Norman Strike blogs the U.K. miners' strike.
November 5, 2009 7:42 PM   Subscribe

Norman Strike is blogging the 1984-85 U.K. miners' strike. From his account of the "Battle of Orgreave" (June 18, 1984): There was the coke works in the distance, squatting on the land and belching out smoke from Yorkshire coal. A black line of police spread across the yellow field in front, with horses to the rear and sides. . . . I began sprinting up the field, trying to avoid the slower lads. I made it to safety but was horrified at what I saw as I looked back down the field. Dogs were biting lads whilst others were being truncheoned by pigs and either led away or dragged away! It was a disgusting sight and one I never thought I’d see in this country. I’ll never forget it but worse was to follow.

Every day, the aptly named Norman Strike reposts an entry from his diary kept during the 1984-85 miners' strike in the U.K., which would go on to inspire works like Billy Elliot, U2's Red Hill Mining Town, and the Manic Street Preachers' A Design for Life.

Strike can be seen about 3:50 into this video, on stage at a November 1984 performance by the left-wing band The Redskins on Channel 4's The Tube. He tried to give a speech but his microphone was cut off. He later re-recorded the speech, which you can listen to here.
posted by chinston (9 comments total) 17 users marked this as a favorite
 
On the one hand it's depressing that 24 years down the track, workers' rights in the UK are pretty much on the fulcrum between where Thatcher wanted them and where they would provoke some momentum for real political change. On the other hand, how awesome is it that the technology exists that allows people to hear a striking miner's speech that some dickhead producer at Channel 4 decided to keep from us at the time?

I realise it's been a while since that speech had any real power to do anything, but I imagine any similar attempt at shutting someone down today would result in tweets and blog posts and uploads to you tube that would completely route around attempts at censorship.

Maybe the imminent Tory government will give us the strikes that we need to demonstrate the technology in action?
posted by GeckoDundee at 1:40 AM on November 6, 2009 [1 favorite]


Now everyone has a large credit card bill and making payments for the huge plasma TV bought 'interest free' to worry about. Interesting how quickly society has become "fuck you"
posted by mattoxic at 4:22 AM on November 6, 2009


"Shafted reflects upon the near-blanket bias of the national media during the miners' strike, symbolised by BBC news' reversal of the sequence of events at Orgreave to suggest that picketing miners attacked the police...
...In contrast, the media's sympathetic treatment of the miners and opposition to the closure and privatisation of the surviving pits in the decade after the strike is a bitter reminder of the condescension of history - by this point it was too late."
From.
posted by Abiezer at 5:20 AM on November 6, 2009 [3 favorites]


Fun fact: alot of the 'police' at Orgreave were squaddies. Defence of the Realm in action..
posted by the cuban at 5:42 AM on November 6, 2009 [2 favorites]


Yeah, mattoxic, but if the downturn continues and if the Tories get in (neither of which seems unlikely) that will change very quickly. Having no job, a big fucking television, a huge credit card bill, and a Tory government makes for a different dynamic.

I know it's the 20th anniversary of no longer being allowed to use Marxist analysis, but there's probably been enough time passed that people will find you can say useful or insightful things about what's going down without having to believe that tanks in Hungary or Czechoslovakia were a good thing.
posted by GeckoDundee at 6:05 AM on November 6, 2009


On the music of the strike: the indomitable industrial band Test Dept put out a record towards the end of this time with the South Wales Striking Miners Choir called Shoulder to Shoulder. I was always struck by how sad the speech a miner makes in gratitude of town solidarity for the strike (along with police bullshittery) in the beginning of "Shockwork" knowing now the end result of it all.
posted by zer0render at 6:22 AM on November 6, 2009


This is pretty amazing.
posted by chunking express at 7:34 AM on November 6, 2009


Have to say that I constantly have to explain to American friends why I'll not be mourning Maggie Thatcher. This is only one reason why.
posted by idb at 7:25 PM on November 6, 2009


My friend's fiancee has a bottle of champagne set aside for when she dies. Literally.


What the exercise asks: Which lines in the records below contain the word "this"? Return each of them.

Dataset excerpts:

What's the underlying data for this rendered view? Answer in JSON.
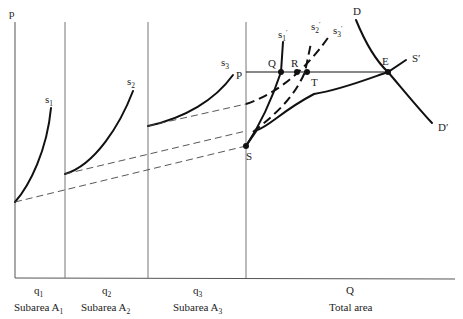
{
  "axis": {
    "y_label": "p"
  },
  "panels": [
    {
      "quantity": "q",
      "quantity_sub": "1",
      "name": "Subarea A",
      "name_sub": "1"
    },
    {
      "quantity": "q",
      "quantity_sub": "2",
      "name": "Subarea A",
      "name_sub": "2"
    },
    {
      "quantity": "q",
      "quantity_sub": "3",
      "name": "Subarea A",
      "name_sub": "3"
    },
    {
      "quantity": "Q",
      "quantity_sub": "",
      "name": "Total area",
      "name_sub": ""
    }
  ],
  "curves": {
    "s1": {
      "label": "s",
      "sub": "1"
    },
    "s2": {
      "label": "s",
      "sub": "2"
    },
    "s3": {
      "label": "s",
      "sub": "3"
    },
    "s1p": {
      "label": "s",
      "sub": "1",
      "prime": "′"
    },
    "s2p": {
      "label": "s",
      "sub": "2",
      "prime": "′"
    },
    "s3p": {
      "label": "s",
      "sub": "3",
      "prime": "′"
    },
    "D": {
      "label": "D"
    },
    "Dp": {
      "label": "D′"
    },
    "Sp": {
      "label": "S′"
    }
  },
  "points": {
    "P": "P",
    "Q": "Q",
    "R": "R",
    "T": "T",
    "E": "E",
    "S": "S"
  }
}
* * *
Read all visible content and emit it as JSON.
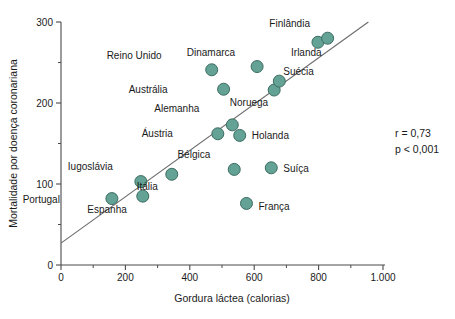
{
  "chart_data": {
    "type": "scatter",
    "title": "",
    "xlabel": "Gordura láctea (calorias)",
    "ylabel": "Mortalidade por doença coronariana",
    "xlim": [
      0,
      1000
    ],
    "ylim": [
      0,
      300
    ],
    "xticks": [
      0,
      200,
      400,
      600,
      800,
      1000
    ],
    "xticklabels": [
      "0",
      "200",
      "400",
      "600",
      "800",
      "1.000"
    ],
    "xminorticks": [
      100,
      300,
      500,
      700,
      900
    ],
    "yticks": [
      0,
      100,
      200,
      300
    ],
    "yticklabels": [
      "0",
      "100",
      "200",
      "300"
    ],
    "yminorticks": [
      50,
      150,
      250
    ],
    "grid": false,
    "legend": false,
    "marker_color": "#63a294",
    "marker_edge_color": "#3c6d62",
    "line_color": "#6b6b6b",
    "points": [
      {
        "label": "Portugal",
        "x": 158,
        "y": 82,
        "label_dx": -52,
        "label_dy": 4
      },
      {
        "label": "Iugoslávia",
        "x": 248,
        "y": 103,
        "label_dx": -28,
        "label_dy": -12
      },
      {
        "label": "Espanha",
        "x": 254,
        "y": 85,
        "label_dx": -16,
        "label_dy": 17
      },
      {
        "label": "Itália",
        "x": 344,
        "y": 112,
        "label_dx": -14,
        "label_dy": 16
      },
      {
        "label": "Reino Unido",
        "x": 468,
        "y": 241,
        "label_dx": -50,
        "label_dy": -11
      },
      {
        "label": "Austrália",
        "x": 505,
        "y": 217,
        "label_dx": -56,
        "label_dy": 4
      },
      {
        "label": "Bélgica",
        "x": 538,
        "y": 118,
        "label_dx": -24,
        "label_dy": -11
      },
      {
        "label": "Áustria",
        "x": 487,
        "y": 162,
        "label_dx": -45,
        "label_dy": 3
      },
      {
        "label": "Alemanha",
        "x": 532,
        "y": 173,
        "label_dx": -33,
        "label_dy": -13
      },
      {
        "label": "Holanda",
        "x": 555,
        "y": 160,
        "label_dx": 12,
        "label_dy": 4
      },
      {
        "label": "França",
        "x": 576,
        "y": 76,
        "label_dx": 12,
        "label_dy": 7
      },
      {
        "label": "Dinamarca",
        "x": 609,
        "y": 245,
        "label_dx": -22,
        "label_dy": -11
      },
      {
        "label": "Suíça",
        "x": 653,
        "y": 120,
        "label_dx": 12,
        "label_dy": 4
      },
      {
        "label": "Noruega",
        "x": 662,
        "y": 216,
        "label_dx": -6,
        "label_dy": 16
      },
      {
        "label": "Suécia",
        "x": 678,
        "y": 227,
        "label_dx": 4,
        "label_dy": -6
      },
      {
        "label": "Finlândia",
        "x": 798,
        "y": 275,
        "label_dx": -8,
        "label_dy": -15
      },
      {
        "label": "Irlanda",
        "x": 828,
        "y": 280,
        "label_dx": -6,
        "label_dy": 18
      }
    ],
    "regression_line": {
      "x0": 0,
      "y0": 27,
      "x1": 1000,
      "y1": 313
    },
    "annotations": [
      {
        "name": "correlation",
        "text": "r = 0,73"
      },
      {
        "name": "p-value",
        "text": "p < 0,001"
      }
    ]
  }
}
* * *
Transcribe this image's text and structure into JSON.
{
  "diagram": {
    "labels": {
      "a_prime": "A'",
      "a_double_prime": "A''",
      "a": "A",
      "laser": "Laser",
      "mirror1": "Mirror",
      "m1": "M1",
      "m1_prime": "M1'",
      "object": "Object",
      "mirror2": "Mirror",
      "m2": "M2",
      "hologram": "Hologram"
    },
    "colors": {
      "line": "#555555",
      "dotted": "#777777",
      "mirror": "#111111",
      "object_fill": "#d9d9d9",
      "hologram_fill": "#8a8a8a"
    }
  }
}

Result:
What's the underlying data for this rendered view? Answer in JSON.
Transcribe this image's text and structure into JSON.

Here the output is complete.